Some form of channel performance dashboard similar to this should be included in part of a digital dashboard:

Business requirements for an effective dashboard

Other essential features of a digital dashboard that are shared in common with business dashboards:

  • Comparing performance through time – Although time comparisons are possible in Google Analytics, the standard reports don’t readily show the differences or deltas between time periods. KPIs should be compared through time using month-on-month and year-on-year so that changes in organic search, for example, can be readily seen.
  • Comparing performance against target – Business dashboards will compare actual performance of sales against forecast target sales, typically on a monthly basis. If a business is serious about data-driven marketing, it will find a way to incorporate targets for digital channels each month into the dashboard.
  • Commentary and annotations – Where dashboards are circulated to colleagues or clients as regular weekly or monthly reports, there should be a method to highlight and explain variances from what is expected to learn from these. A simple form of this is adding annotations in Google Analytics, for example, to show changes to features on the website or campaign start dates.
  • Existing vs new customers – By default, Google Analytics will only show anonymous visitors, but if you have a transactional website with signed-in customers you will want to see visits and sales from new against existing customers so that you can review incremental growth of visitors. This is another form of KPI breakdown.

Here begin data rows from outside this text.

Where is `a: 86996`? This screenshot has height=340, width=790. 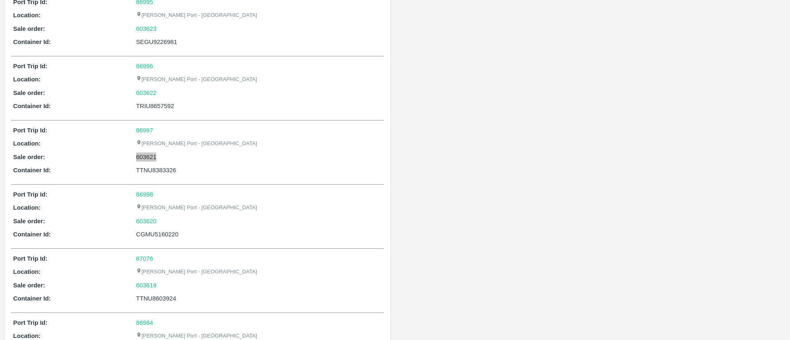 a: 86996 is located at coordinates (144, 66). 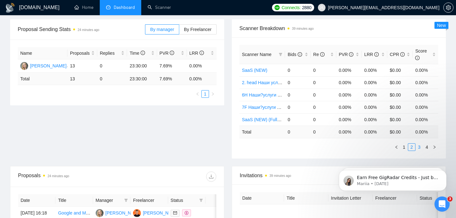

How to create your digital dashboard

From the requirements of a dashboard that I have laid out, it’s clear that the standard or custom reports in Google Analytics won’t cut it. So you need to consider other services for creating your dashboard. You will be able to use data available through the Google Analytics API to display VQVC data from Google Analytics.

Of the paid services, Tableau is perhaps the best-known business dashboard tool which will use the API to display Google Analytics data. There are also many paid services like Supermetrics, Klipfolio or DashThis specifically for creating digital marketing dashboards which will also display data from other feeds like Facebook or Google Ads for more details on these channels.

For free digital dashboards your best options are from Google. These are:

  • Google Sheets Add for the Google Analytics API – We created the Smart Insights RACE digital dashboard using the free Sheets Add-on. This has many of the features of the perfect digital dashboard such as reporting of goals by channels and month-on-month vs year-on-year comparison.
  • Google Data Studio – This relatively new tool also makes it easy to show time comparisons and display different goals and channel breakdowns. Check out the Data Studio Gallery for examples of digital dashboards you can use as the basis for your dashboards, or to learn how to use the service. Here is an example to show you how the visualizations differ from Google Analytics.

About

Welcome to my personal site where I blog about the latest developments in digital business to help students, professionals or lecturers using my books in their studies or careers.

Visit my main Smart Insights Digital Marketing Strategy site to download planning templates, strategy guides and daily updates on the latest developments.

I also write about assistive technology to help others teaching the visually impaired as part of my volunteering work for charity AbilityNet.

My latest books

Full details on Amazon:

Digital Marketing: Strategy, Implementation and Practice
8th edition

Digital Marketing Excellence
6th edition

About Smart Insights

Dr Dave Chaffey is co-founder and Content Director of digital marketing advice site Smart Insights. We’re a publisher and learning platform that helps our 150,000 active members in over 100 countries plan, manage and optimize their digital marketing activities by applying the actionable advice in our planning templates, guides and interactive e-learning tools.

Free members can download our free templates and benchmark their digital capabilities.